I’m not bashing these companies, or people like Kevin Marks, Joseph Smarr, Eran Hammer-Lahav, David Recordon, Martin Atkins, Monica Keller – they have contributed countless hours and careful consideration to the discussion and development of these standards. But the fact is that indie concerns like code availability, validation services, test suites, etc can get lost in the shuffle while the large providers work out what will be implemented and when.
DiSo was begun with the hobbyist site owner very much as inspiration. The question now is this: with the advent of so many hosted sites/social networks/profiles, what is the best target to guide our efforts? What goals will most benefit the web as a whole? Specifically, what should be our goals - both technically and as a community - for the next 1-3 years?
Looking Forward
Clearly, the large hosting providers are learning lessons about the importance of open standards and an open web.
- Exhibit A: Google Buzz, which for all it’s privacy or UI flaws is built on an impressive stack of open, social technologies. They’re using Activity Streams, offering OpenID, using webfinger to aid in service discovery, and using the social graph API to autmatically find “claimed” rel=me links. This is the stuff we were envisioning back at Social Graph Foo Camp in early 2008, and Google has finally built it.
- Exhibit B: Google hired Chris and Will and Joseph, showing they are serious not only about open web technologies but about interfacing with the community as well.
- Exhibit C: MySpace provides a ton of Activity Streams data for their users and has been closely involved in that spec’s development.
- Exhibit D: Facebook is hiring awesome folks from the Open Web community as part of their “Open Platforms” push.
This is all great news, but there remains some concern in my mind about who is going to represent the independent developers, the hobbyist site operators, and a growing third group: users who are happy not having to run the whole shebang themselves, but who still want to be able to exercise more control over their online presence and identity.

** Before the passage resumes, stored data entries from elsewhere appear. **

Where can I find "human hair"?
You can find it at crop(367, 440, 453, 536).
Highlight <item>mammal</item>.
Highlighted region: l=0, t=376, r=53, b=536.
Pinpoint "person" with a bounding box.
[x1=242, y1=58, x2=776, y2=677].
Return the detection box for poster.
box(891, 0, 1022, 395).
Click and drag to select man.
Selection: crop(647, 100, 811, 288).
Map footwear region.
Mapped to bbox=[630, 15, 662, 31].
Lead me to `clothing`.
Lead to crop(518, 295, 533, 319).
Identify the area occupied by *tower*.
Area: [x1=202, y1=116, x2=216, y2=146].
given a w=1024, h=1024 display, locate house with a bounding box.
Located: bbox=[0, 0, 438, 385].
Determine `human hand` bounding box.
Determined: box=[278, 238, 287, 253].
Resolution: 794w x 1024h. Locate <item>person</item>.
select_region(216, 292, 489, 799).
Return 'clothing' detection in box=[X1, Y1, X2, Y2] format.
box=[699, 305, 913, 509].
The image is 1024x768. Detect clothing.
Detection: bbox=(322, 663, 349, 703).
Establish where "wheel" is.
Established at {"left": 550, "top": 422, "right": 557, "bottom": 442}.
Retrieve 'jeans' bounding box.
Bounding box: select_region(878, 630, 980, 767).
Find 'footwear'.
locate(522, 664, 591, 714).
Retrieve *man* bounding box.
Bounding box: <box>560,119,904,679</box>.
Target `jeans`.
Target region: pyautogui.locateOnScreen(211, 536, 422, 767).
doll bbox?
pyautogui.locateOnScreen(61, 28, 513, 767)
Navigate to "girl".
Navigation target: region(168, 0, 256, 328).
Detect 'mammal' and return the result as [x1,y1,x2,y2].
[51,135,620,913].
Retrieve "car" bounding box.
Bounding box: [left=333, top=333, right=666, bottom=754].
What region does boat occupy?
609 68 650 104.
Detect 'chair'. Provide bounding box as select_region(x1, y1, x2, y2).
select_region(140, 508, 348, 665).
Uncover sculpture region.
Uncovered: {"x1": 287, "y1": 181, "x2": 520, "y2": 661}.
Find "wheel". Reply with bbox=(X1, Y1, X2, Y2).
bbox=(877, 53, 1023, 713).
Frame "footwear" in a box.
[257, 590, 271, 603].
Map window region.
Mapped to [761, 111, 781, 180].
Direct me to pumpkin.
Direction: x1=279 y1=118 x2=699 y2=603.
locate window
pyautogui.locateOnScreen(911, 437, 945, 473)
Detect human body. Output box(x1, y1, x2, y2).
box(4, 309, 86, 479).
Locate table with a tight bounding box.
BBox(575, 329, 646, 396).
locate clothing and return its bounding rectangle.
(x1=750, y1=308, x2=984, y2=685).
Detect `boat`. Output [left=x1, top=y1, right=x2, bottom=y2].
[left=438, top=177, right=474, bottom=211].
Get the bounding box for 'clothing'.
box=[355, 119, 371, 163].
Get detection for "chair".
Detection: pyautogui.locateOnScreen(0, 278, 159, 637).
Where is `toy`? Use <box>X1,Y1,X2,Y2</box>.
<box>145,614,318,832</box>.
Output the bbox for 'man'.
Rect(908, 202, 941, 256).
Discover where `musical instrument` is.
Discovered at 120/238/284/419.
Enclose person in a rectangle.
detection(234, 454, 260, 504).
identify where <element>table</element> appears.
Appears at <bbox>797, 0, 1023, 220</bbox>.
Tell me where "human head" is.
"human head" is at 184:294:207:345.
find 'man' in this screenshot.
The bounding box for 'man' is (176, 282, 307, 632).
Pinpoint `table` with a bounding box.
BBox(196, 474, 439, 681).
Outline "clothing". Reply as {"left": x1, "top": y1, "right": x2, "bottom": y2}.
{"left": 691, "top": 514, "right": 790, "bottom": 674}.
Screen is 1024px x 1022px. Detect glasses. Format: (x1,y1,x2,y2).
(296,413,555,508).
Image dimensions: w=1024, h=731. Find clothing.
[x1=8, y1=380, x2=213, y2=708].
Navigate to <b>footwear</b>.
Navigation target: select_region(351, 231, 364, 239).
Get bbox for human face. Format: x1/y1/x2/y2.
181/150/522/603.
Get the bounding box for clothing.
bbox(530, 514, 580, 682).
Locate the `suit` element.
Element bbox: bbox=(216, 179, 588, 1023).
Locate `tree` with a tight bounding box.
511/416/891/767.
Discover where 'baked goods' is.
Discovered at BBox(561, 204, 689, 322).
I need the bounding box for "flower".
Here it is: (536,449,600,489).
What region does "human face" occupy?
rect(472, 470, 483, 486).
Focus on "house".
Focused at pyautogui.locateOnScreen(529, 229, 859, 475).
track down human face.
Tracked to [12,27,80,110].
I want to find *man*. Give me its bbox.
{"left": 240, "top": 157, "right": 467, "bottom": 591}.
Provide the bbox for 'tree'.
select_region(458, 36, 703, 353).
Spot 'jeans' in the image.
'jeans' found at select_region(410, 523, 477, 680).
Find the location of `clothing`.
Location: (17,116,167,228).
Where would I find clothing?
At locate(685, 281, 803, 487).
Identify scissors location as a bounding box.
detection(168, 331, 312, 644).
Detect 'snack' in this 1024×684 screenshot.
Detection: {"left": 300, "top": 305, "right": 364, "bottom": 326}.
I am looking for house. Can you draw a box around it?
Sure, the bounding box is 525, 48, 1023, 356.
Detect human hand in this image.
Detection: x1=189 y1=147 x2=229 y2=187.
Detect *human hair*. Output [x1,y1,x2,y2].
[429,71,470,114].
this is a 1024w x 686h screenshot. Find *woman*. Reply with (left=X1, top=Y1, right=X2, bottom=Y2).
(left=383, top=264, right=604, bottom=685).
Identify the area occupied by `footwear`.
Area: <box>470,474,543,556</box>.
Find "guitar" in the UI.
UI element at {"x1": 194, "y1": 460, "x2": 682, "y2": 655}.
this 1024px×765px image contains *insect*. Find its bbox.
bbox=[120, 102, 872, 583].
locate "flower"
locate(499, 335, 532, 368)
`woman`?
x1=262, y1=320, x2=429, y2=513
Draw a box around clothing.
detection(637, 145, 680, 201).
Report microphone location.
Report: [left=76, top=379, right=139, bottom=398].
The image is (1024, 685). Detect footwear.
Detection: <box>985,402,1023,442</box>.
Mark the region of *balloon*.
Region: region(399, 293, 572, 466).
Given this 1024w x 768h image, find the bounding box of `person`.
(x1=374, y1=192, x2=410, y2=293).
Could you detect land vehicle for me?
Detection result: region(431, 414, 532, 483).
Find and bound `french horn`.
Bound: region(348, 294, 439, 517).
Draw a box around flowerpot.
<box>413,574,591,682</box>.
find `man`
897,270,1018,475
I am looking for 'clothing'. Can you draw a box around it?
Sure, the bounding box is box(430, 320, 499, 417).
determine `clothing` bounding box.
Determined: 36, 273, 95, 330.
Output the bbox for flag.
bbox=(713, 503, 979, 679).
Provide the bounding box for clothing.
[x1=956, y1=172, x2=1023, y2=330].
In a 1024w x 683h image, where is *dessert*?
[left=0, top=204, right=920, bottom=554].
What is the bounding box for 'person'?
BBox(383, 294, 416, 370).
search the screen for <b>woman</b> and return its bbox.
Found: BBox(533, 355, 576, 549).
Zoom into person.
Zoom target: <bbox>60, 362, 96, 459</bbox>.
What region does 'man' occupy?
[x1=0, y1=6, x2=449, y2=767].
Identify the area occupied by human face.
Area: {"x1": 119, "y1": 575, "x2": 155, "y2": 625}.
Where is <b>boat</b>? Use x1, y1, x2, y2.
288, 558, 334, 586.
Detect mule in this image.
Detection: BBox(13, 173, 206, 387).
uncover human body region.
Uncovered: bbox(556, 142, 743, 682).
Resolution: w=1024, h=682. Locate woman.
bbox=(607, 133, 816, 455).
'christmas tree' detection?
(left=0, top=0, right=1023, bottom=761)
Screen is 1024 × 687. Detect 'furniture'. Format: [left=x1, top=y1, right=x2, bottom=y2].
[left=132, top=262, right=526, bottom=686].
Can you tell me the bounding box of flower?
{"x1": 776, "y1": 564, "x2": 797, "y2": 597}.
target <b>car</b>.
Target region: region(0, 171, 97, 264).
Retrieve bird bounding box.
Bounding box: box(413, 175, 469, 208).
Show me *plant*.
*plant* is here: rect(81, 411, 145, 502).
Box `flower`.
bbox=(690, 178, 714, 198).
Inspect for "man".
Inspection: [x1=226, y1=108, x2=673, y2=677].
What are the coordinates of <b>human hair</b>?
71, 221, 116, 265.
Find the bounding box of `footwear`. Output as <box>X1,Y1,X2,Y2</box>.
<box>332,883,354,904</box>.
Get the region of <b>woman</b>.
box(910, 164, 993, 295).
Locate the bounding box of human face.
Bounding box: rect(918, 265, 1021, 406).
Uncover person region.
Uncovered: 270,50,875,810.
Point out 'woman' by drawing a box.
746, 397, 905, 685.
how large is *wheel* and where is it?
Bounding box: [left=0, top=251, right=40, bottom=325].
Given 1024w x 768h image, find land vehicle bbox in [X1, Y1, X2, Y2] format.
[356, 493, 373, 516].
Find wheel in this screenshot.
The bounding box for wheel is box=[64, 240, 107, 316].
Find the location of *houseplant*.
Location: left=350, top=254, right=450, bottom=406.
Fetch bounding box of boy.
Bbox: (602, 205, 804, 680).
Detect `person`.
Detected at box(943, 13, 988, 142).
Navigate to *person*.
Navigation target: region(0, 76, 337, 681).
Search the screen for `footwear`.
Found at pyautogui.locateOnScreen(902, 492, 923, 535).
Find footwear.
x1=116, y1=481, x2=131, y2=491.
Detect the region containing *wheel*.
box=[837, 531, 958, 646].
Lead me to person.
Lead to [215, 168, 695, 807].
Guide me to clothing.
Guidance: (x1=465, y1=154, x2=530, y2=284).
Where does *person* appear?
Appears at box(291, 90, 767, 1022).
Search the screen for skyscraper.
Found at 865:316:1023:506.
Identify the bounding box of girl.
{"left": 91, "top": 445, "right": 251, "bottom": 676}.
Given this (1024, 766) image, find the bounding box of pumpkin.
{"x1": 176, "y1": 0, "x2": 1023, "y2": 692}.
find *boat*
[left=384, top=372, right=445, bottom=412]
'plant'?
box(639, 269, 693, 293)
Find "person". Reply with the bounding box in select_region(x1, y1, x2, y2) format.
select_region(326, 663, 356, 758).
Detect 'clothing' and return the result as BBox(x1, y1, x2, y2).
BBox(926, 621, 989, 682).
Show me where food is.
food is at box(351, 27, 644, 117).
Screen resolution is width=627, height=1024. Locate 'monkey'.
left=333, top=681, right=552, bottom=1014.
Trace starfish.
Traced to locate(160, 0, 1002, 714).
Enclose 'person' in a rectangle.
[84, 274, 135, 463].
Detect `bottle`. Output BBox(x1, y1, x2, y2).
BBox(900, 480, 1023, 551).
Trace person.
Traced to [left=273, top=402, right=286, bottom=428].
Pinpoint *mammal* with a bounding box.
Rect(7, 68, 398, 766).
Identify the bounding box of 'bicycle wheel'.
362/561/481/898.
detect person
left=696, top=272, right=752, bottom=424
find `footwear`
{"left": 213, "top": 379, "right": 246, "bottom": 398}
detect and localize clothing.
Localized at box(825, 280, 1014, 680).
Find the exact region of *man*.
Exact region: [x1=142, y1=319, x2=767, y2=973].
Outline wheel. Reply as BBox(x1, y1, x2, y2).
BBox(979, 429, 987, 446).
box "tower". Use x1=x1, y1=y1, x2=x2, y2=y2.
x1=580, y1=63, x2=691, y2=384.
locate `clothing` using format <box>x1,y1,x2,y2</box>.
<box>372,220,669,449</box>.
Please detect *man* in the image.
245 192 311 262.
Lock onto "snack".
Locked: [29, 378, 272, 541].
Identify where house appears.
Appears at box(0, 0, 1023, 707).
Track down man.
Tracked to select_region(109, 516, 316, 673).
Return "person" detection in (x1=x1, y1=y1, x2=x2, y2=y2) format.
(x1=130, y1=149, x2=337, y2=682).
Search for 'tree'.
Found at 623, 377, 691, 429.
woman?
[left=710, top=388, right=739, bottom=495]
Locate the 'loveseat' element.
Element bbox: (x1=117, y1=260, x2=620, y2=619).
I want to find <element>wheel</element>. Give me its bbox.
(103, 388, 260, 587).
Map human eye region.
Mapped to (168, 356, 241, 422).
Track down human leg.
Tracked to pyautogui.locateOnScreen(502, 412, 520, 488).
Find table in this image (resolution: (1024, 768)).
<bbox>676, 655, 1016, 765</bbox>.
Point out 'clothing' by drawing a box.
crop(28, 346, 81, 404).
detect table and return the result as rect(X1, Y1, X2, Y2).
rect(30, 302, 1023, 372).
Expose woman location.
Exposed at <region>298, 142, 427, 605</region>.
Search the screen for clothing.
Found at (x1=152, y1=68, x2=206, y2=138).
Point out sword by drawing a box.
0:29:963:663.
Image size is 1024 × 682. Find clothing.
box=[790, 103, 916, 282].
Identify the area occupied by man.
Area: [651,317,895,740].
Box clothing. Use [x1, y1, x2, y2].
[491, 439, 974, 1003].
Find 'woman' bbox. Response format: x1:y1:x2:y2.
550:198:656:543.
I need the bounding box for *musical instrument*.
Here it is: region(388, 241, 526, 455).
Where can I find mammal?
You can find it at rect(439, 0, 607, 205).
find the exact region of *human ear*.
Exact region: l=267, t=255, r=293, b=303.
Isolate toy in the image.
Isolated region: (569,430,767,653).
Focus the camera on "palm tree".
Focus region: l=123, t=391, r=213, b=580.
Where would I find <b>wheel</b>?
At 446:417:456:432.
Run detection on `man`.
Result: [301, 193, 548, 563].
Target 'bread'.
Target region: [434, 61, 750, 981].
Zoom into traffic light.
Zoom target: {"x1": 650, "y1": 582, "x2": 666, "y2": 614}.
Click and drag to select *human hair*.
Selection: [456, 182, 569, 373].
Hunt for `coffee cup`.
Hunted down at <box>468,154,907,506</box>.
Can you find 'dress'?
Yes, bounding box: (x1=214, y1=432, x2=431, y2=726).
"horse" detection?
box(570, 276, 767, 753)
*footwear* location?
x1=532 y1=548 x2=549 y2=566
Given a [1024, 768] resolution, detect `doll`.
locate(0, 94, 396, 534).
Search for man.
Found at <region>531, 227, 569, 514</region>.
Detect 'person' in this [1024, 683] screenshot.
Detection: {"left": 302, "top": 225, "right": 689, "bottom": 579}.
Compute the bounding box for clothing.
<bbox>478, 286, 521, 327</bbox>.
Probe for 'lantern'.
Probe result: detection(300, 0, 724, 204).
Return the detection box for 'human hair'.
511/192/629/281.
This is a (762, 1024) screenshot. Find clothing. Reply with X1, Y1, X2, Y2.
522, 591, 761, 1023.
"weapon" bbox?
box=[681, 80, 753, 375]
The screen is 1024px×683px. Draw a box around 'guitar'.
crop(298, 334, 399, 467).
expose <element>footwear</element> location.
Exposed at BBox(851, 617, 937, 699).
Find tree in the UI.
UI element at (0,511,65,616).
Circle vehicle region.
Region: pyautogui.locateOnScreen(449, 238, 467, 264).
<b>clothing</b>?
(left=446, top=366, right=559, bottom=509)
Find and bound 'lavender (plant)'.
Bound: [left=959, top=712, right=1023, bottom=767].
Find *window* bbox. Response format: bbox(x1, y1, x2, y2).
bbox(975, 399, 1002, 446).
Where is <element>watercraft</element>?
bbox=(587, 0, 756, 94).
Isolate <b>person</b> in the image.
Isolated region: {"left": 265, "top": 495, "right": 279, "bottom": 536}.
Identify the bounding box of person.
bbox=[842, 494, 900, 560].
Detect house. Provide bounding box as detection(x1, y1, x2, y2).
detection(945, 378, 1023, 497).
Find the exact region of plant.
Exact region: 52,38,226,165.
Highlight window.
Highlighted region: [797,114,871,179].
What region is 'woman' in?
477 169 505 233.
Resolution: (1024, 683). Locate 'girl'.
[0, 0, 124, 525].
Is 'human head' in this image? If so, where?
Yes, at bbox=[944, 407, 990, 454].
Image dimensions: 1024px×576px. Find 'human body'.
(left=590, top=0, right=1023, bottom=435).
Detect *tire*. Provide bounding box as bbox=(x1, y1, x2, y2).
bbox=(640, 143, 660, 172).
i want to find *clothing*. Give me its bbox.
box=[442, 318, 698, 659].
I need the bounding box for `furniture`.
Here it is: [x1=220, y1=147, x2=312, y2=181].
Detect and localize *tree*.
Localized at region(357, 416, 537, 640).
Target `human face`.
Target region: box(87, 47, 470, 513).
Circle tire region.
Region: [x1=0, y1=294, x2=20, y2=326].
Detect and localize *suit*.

I see several areas where I believe the DiSo Project should be active over the next couple of years. First, we should continue involvement in standards groups like microformats, ActivityStreams, webfinger, XRD, etc. Secondly, we should be supporting the platforms that independent developers are building on, i.e. Wordpress, Movable Type, Drupal, Django and the like, and especially supporting efforts to build working code that implements these standard protocols. Thirdly, we should be pushing hard for independent validation sites like feedvalidator, where any implementation can be tested. This is incredibly important as it brings transparency and accountability to the process, and it puts independent implementations on equal footing with Google, Microsoft, Facebook, and the other companies that are so involved in the standards process.
Over the next few weeks I’m going to try and complete a series of shorter posts, expanding some on these goals, and delving a bit more into what technical challenges remain, and how we can begin to think about them.
Lastly, I want to thank Chris Messina and Will Norris in particular for embarking with me on this (perhaps Quixotic) quest to do our part in opening up the web. And I want to thank every one of the 430+ developers, site operators, advocates, and tinkerers who have taken the time to follow - and participate in - our vision.